THE WAY NORTH

Joel Weishaus

"The Way North is the Way into the Unknown."
                                                 -Herbert Read

 

During the last Ice Age, Homo sapiens were tested as to whether they could survive extreme climatic conditions. Not only did our ancestors survive, they generated an art that has never been surpassed on the scale of its multimedia daring. They also created
symbolic space, the dimension in which North is "a mode of perception which raises it to the power of a symbol, to being a symbolic direction, that is, to a dimension beyond."1 This dimension is "with us from any latitude, close by any season and surrounding heat."2

After Glenn Gould, virtuoso Canadian musician, raised "The Idea of North" on a radio show, it was elaborated by composer R. Murray Schafer, was an art exhibition,3 and is discussed in myriad books, while far off I see the threads of life twisting themselves in the intricate web which stretches unbroken from life’s sweet morning dawn to the eternal death-stillness of the ice. Thought follows thought---you pick the whole to pieces, and melting glaciers and sea-ice loom as global disaster.

This is a time of preparation, of sorting through myths and motifs, old and new, too heavy to carry across vast inhospitable spaces. Man-made structures buckle under the irony of thawing permafrost, releasing more heat-capturing gases into the swelter of lengthening summers, creating a circle of stories disappearing along with human ways of life "the way in which archetypes link actual symbolism to psychic functioning through time and space."4

There is a voluminous history of explorers who sailed the Arctic Sea and trekked across its barren lands. Now a new breed of explorer/anthropologist, climatologist , journalist, and artist has been flying to the part that’s left over, which gets thrown away in Western culture...the most holy part in shamanic rituals. What’s left over represents the debt, the hollowness that’s been carved out of the universe by human ingenuity, and so must be refilled with "the idea of something very powerful, very primal."5 So, Go on! Go on! There is no place left.6

 




Dedication

Contents

 

                                     

 

 

 

 

 

 

 


 

 

    
       

 

Except for lower right, images are from: N. Hallendy,
Inuksuit: Silent Messengers of the Arctic. Vancouver, 2000.


1- H. Corbin, The Man of Light in Iranian Sufism. Boulder, 1978.
2- D. Rothenberg, "The Idea of the North." In, M. Tobias and G. Cowan, editors, The Soul of Nature. New York, 1996.
far off I see the threads:
 F. Nansen, Farthest North: The  Exploration of the Fram 1893-1896.  Edinburgh, Scotland, 2002.
3- "There was a national juried showing in Canada in the late 60’s which must have been based upon Gould’s idea.
The show was called “Idea of North”. I was less than twenty but I can remember the mature and established artist’s of Kay Snow’s Calgary salon being irritated by the subject. North is the direction of artistic choice in Ontario. Of course the western artist understood the direction as concept but, as I remember they felt oppressed by the east which in Canada was towards the center of the empire. North are farmlands and a traveler must go many miles to reach 'a dimension beyond' and that dimension is flat and scruffy and eventually gives way to even flatter untracked desert tundra and muskeg." B. Smylie. Personal email, 9 May 2006.
4- S. Rowland, "Jung, the trickster writer, or what literary research can do for the clinician." Journal of Analytical Psychology. 51, 2006.
the part that’s left over:
 M. Prechtel. “Saving the Indigenous Soul:  An Interview With Martin Prechtel by  Derrick Jensen.” The Sun, April  2001.
5- M. Tucker, Dreaming With Open Eyes. San Francisco, 1992.
6-
 T.Merton, The Other Side of the Mountain: The Journals  of Thomas Merton 1967–1968. San Francisco, CA,1998


Voices on some of the pages are from Glenn Gould's "The Idea of North." (CBC, 1967)

Thank you to the people who read these pages while they were in progress; especially to Anny Ballardini.
Also to Portland State University, Department of English.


Output the entries verbatim, including every line.

----

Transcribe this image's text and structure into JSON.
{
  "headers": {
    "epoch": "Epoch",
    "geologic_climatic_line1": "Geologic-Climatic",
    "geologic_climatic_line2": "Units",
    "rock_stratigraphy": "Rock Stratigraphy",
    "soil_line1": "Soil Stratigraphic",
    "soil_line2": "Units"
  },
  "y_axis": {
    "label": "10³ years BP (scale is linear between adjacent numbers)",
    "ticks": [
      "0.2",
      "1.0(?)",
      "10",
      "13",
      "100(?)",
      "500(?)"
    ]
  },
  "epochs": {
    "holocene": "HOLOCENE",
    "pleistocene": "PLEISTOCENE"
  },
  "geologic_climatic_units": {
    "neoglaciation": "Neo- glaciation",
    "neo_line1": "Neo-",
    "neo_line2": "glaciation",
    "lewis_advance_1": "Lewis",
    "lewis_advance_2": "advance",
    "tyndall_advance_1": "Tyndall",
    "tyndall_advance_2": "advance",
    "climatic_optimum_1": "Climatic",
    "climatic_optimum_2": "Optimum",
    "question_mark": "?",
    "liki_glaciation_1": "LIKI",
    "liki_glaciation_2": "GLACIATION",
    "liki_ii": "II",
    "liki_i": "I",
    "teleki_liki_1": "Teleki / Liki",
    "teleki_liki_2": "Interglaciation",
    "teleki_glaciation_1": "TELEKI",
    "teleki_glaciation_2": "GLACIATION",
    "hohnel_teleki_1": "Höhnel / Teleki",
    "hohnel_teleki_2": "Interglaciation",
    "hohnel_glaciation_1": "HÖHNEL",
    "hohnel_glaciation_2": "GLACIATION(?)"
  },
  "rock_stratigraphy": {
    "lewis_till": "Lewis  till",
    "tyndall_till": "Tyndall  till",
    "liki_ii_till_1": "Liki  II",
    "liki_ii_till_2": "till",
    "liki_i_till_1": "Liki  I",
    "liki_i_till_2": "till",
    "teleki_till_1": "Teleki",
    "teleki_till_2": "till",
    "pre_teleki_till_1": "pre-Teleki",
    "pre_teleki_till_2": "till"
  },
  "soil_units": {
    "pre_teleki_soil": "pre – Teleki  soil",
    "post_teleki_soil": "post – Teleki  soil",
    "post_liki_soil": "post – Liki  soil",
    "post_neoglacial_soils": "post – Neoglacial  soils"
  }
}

----

COMPLETED EXERCISE:
Transcribe this image's text and structure into JSON.
{
  "headers": {
    "epoch": "Epoch",
    "geologic_climatic_line1": "Geologic-Climatic",
    "geologic_climatic_line2": "Units",
    "rock_stratigraphy": "Rock Stratigraphy",
    "soil_line1": "Soil Stratigraphic",
    "soil_line2": "Units"
  },
  "y_axis": {
    "label": "10³ years BP (scale is linear between adjacent numbers)",
    "ticks": [
      "0.2",
      "1.0(?)",
      "10",
      "13",
      "100(?)",
      "500(?)"
    ]
  },
  "epochs": {
    "holocene": "HOLOCENE",
    "pleistocene": "PLEISTOCENE"
  },
  "geologic_climatic_units": {
    "neoglaciation": "Neo- glaciation",
    "neo_line1": "Neo-",
    "neo_line2": "glaciation",
    "lewis_advance_1": "Lewis",
    "lewis_advance_2": "advance",
    "tyndall_advance_1": "Tyndall",
    "tyndall_advance_2": "advance",
    "climatic_optimum_1": "Climatic",
    "climatic_optimum_2": "Optimum",
    "question_mark": "?",
    "liki_glaciation_1": "LIKI",
    "liki_glaciation_2": "GLACIATION",
    "liki_ii": "II",
    "liki_i": "I",
    "teleki_liki_1": "Teleki / Liki",
    "teleki_liki_2": "Interglaciation",
    "teleki_glaciation_1": "TELEKI",
    "teleki_glaciation_2": "GLACIATION",
    "hohnel_teleki_1": "Höhnel / Teleki",
    "hohnel_teleki_2": "Interglaciation",
    "hohnel_glaciation_1": "HÖHNEL",
    "hohnel_glaciation_2": "GLACIATION(?)"
  },
  "rock_stratigraphy": {
    "lewis_till": "Lewis  till",
    "tyndall_till": "Tyndall  till",
    "liki_ii_till_1": "Liki  II",
    "liki_ii_till_2": "till",
    "liki_i_till_1": "Liki  I",
    "liki_i_till_2": "till",
    "teleki_till_1": "Teleki",
    "teleki_till_2": "till",
    "pre_teleki_till_1": "pre-Teleki",
    "pre_teleki_till_2": "till"
  },
  "soil_units": {
    "pre_teleki_soil": "pre – Teleki  soil",
    "post_teleki_soil": "post – Teleki  soil",
    "post_liki_soil": "post – Liki  soil",
    "post_neoglacial_soils": "post – Neoglacial  soils"
  }
}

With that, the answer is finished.